[quote]vroom wrote:
So, should we have some more witch burnings?[/quote]
No. These are quite clearly wrong.
In actual fact the last witch trial was in the 1940’s in England when a woman was hanged for claiming to be able to contact dead servicemen for their widows and in the practice of this she revealed some official secrets. This attracted the wrath of the authorities.
Without writing out ten thousand pages, I will merely make a few inelegant comments on them. Firstly, the lands that the Muslims at the time occupied were previously Christian lands, largely because Islam wasn’t even invented until around 600AD.
The Crusades were in response to the fall of Jerusalem. Christians pilgrims were denied the right to visit their holy sites, and the Christian world responded by aiming to provide unmolested passage for these pilgrims to the holy land.
Whether the waging of a war is ever justified, is an issue that will never be resolved? Can Christians fight in self defence? Sure, but what constitutes self defence? Can I fight in defence of my neigbour? What if my neighbour is half way around the world and I must fight many people along the way?
Let’s agree that these practices of witch burning and waging wars are not Christian.
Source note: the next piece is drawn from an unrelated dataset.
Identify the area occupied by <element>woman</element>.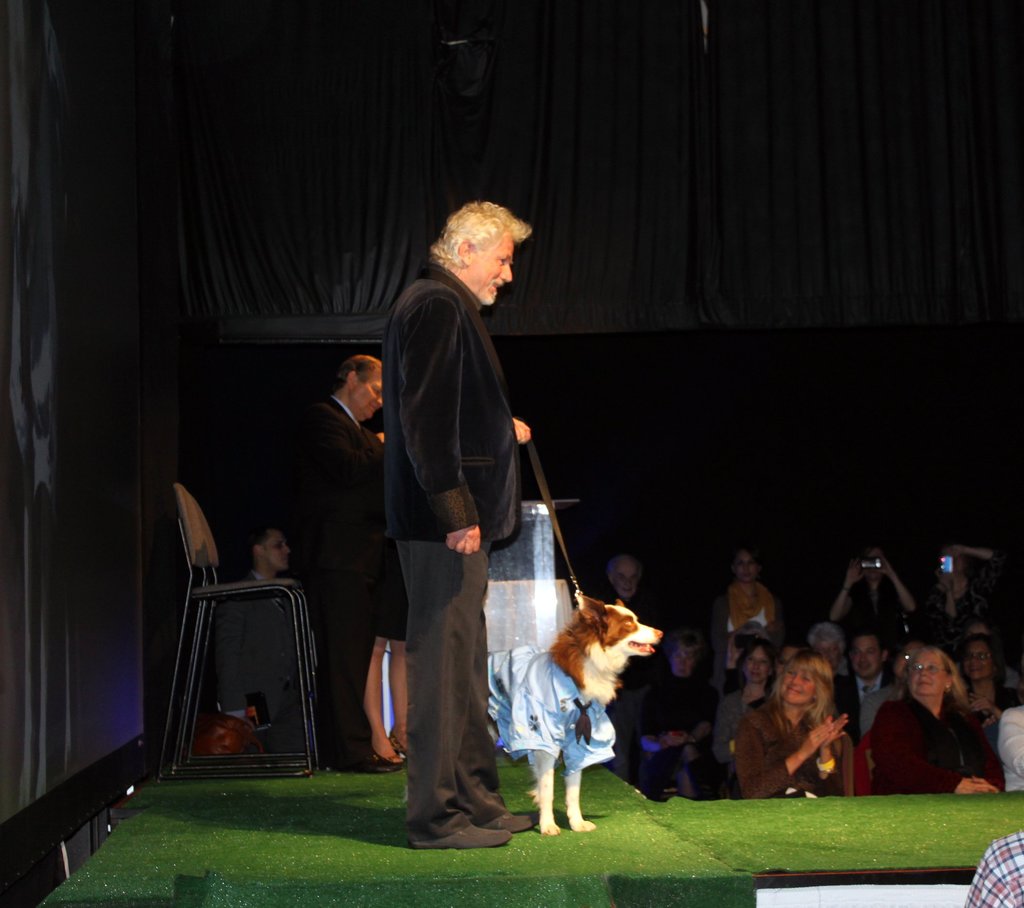
Area: l=714, t=640, r=778, b=774.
My point is that a Christian man killing someone merely because of his religion is not behaving as a Christian is taught in his holy book. Whereas a Muslim man doing the same thing is behaving as a Muslim is taught in his holy book. He is acting as Mohammed did, and he is fully in the belief that he will go to heaven for it.
Although the world is trying to encourage “moderate” Islam, it is difficult to do so, when their Prophet was not a moderate man.
Don’t get me wrong, I do not hate people for being Muslims, I do however feel the religion is misogynistic, anti-semitic and violent.
Now you could argue that the established Christian Church, (let me use Catholicism as an example) is misogynistic, as men and women have different roles and women are not entitled to enter the priesthood. Perhaps women should be Priests, because perhaps Jesus only had male disciples in order to be accepted at the time? But women are not treated as property of their husbands, and they are not made to cover their faces through fear of making other men lose control.
The Catholic Church especially could be considered anti-semitic, with the long history of persecution of the Jews, yet Jesus never taught people to treat the Jews badly, so this behaviour was un-Christian. As so many verses from the Koran state, much like the one that initiated this thread, the Jews are a hated enemy of the Muslims; and as such they are persecuted and always will be.
The recurring theme in all this is that although Christians and Muslims may both commit acts purportedly in the name of their religion, the Christians are not following the “word of God” whereas in many cases the Muslims are.
You may find my view outrageous and racist/Islamophobic/right-wing, but I am not condeming a race or an individual, I am condemning an idea, and a belief system, a bunch of spiritual rules by which people live their lives.